Wednesday, December 3, 2025
Page 4
Judge Lee Criticizes Expansion of Writ of Habeas Corpus
By a MetNews Staff Writer
Ninth U.S. Circuit Court of Appeals Judge Kenneth K. Lee yesterday decried the extent to which the writ of habeas corpus has been expanded and questioned the wisdom of remanding a murder case to the District Court for an explanation by the prosecutor as to why he challenged a prospective juror who is Black when the trial took place 30 years ago.
The remand was required by the majority opinion authored by Judge Eric D. Miller and joined in by Judge William A. Fletcher. The issue was whether the U.S. Supreme Court’s 1985 decision in Batson v. Kentucky barring race-based peremptory challenges was properly applied in Nevada in the case of Antonio Lavon Doyle, an inmate in a state prison who was sentenced to death.
Miller wrote:
“[T]he Nevada Supreme Court unreasonably applied Batson in holding that when a court finds that certain prospective jurors were not excluded on the basis of their race, those jurors no longer count in assessing whether a defendant has established a prima facie case of discrimination with respect to other prospective jurors.”
Lee said:
“I ultimately disagree with the majority’s conclusion that the Nevada Supreme Court unreasonably applied Batson, given our deferential standard of review. But I mainly write to highlight how our habeas jurisprudence has gone astray once it became unmoored from its historical basis. Too often now, state prisoners (whose guilt is not in doubt) exploit federal habeas petitions to tinker with the machinery of the state criminal justice system—and ultimately delay or deny justice.”
He went on to say:
“In modern practice, habeas amounts to another bite at the apple for state criminal defendants, who use federal courts to second-guess decisions made by state courts. Not surprisingly, federal courts suffer from a major backlog of habeas petitions….
“As shown in our case, habeas petitions in death penalty cases too often become a device for delay or denial of justice. Doyle’s state murder trial occurred three decades ago. Given his confessions and forensic evidence, a jury found him guilty and state appellate courts repeatedly affirmed his conviction.
Yet thirty years later, we are now ordering a new evidentiary hearing to probe whether the deputy district attorney remembers his reason for striking a single juror. And it may lead to Doyle’s conviction and death sentence being vacated.
“Habeas has an honorable heritage: It is a powerful equitable writ to question improper and arbitrary detentions. But it is ill-suited, as are the federal courts, to relitigate matters first decided by state courts of competent jurisdiction decades ago. The Great Writ should not be reduced to a tactical tool of federal flyspecking even the most minute decisions made by state trial courts and imposing delays that tilt in favor of felons whose guilt is not in doubt.”
The prosecutor, David Schwartz, is now an adjunct professor at William S. Boyd School of Law in Las Vegas. Lee remarked:
“Any notes he may have had about the potential jurors are probably long gone. It is also not clear that Schwartz would recall many details of this three-decade-old case: He was admitted to the bar in 1976 and likely tried hundreds of cases during his long career as a deputy district attorney.”
The case is Doyle v. Royal, 20-99013.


- TASK DESCRIPTION -
Return the data below exactly, minus the pictures.

Stored data

((

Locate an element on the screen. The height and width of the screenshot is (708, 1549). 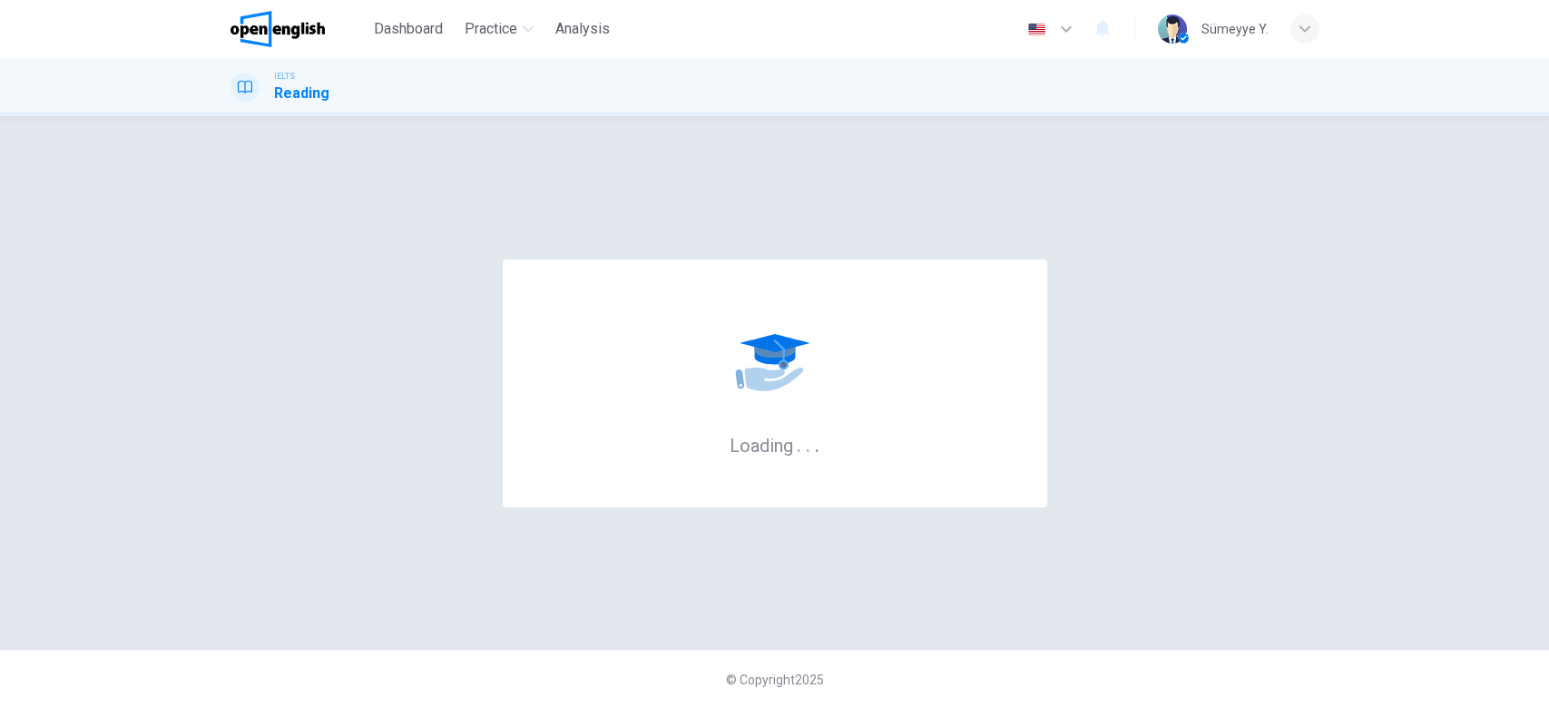
h6: Loading is located at coordinates (775, 445).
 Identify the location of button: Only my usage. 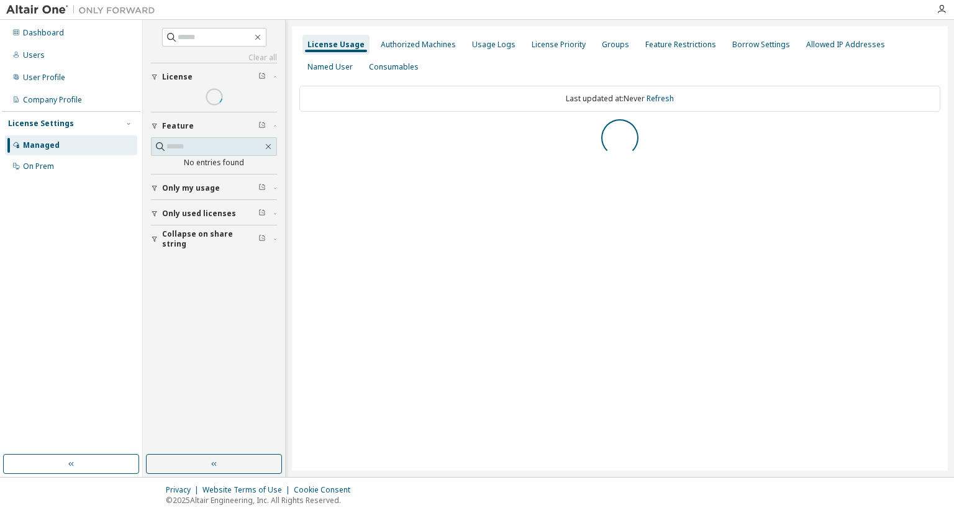
(214, 188).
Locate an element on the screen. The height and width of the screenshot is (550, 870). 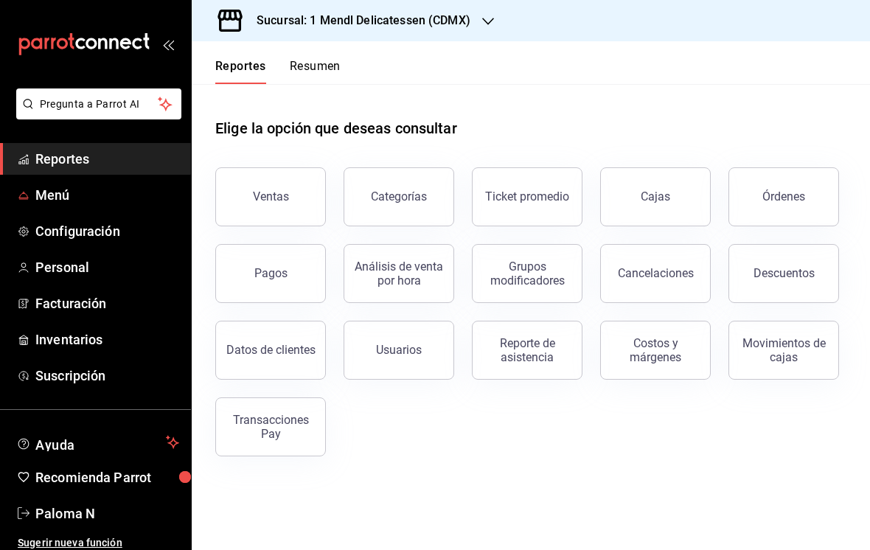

))

- ANSWER AREA -
Locate an element on the screen. The height and width of the screenshot is (708, 1549). 
h6: Loading is located at coordinates (775, 445).
 Identify the location of button: Only my usage. 
(214, 188).
Locate an element on the screen. The height and width of the screenshot is (550, 870). 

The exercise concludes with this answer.